Last updated: Tue 15 Dec 2020, 9:59 AM

A US-based cybersecurity firm has discovered that three new malware variants are targeting people in the UAE and other Middle East countries for an espionage campaign through Facebook, Dropbox, Google Docs and Simplenote.

The Boston-headquartered Cybereason said the vast majority of people targeted were Arabic speakers in the UAE and that this is the first time Molerats used these tactics of targeting through social media platforms.


Molerats is a politically-motivated threat group operating since 2012, targeting victims primarily in the Middle East, Europe and the US.

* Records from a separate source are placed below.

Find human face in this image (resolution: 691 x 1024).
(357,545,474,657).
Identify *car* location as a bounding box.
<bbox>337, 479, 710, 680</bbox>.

The campaign leverages phishing documents that include various themes related to current Middle Eastern events, including Israeli-US relations, Hamas elections, news about Palestinian politicians and other regional events including US Secretary of State Mike Pompeo, Israeli Prime Minister Benjamin Netanyahu and Gulf royals.


“The operation was primarily observed targeting the Palestinian Territories, UAE, Egypt as well as Turkey. Given the nature of the phishing content, we assess that the campaign operators seek to target high-ranking political figures and government officials in the Middle East,” the US cybersecurity firm said.

“While it’s no surprise to see threat actors take advantage of politically charged events to fuel their phishing campaigns, it is concerning to see an increase in social media platforms being used for issuing command and control instructions and other legitimate cloud services being used for data exfiltration activities,” said Lior Div, Cybereason co-founder and CEO.

“This puts the onus even more on the defenders to be hyper-vigilant with regard to potentially malicious network traffic connecting to legitimate services, and it underscores the need to adopt an operation-centric approach to expose these subtler indicators of behaviour,” he said.

“Uncontextualised alerts won’t uncover a stealthy attack like this; that’s why Cybereason enables security teams to be operation-centric instead of alert-centric, so they can quickly make correlations across seemingly unrelated events on the network and beyond,” Div concluded.